1. A natural pyrazolotriazine pseudoiodinine produced by Pseudomonas mosselii 923 inhibits bacterial and fungal rice pathogens
- Author
-
Gongyou Chen, Ruihuan Yang, Qing Shi, Tingting Huang, Yichao Yan, Shengzhang Li, Yuan Fang, Ying Li, Linlin Liu, Longyu Liu, Xiaozheng Wang, Yongzheng Peng, Lifang Zou, and Shuangjun Lin
- Abstract
Natural products (NPs) are a consistent source of antimicrobial metabolites and pesticide leads and are largely produced by Pseudomonads-like soil-dwelling microorganisms. Herein we report the isolation of Pseudomonas mosselii strain 923 from rice rhizosphere soils of paddy fields; this strain specifically inhibited the growth of rice bacterial pathogens Xanthomonas oryzae pv. oryzae (Xoo) and X. oryzae pv. oryzicola (Xoc) and the fungal pathogen Magnaporthe oryzae. The antimicrobial compound produced by P. mosselii 923 was purified and identified as pseudoiodinine using HRMS, NMR and single-crystal X-ray diffraction.
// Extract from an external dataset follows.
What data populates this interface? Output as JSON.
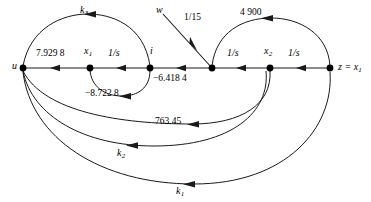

Genome-wide random mutagenesis, transcriptome analysis and biochemical assays were used to define the pseudoiodinine biosynthetic cluster as a seven-gene operon, which was designated psdABCDEFG. Pseudoiodinine biosynthesis is proposed to initiate from GTP, which is converted into 2,5-diamino-6-(5-phospho-d-ribosylamino) pyrimidin-4(3H)-one by PsdD and converted to 5-amino-6-(5-phospho-d-ribitylamino) uracil by PsdG, followed by cyclization with glycine by PsdC/PsdE and an unknown ring contraction and two methylation reactions by PsdA and PsdF. Transposon mutagenesis indicated that pseudoiodinine biosynthesis is mediated by the global regulator GacA. Further regulation is mediated by two noncoding small RNAs, rsmY and rsmZ, that positively regulate pseudoiodinine transcription, and the carbon storage regulators CsrA2 and CsrA3, which negatively regulate expression. A 22.4-fold increase in pseudoiodinine production was achieved by optimizing the media used for fermentation, overexpressing the biosynthetic operon, and removing the CsrA binding sites. Use of P. mosselii strain 923 and purified pseudoiodinine in planta revealed that both of them inhibited X. oryzae without affecting the rice host, suggesting that pseudoiodinine can be used to control plant diseases.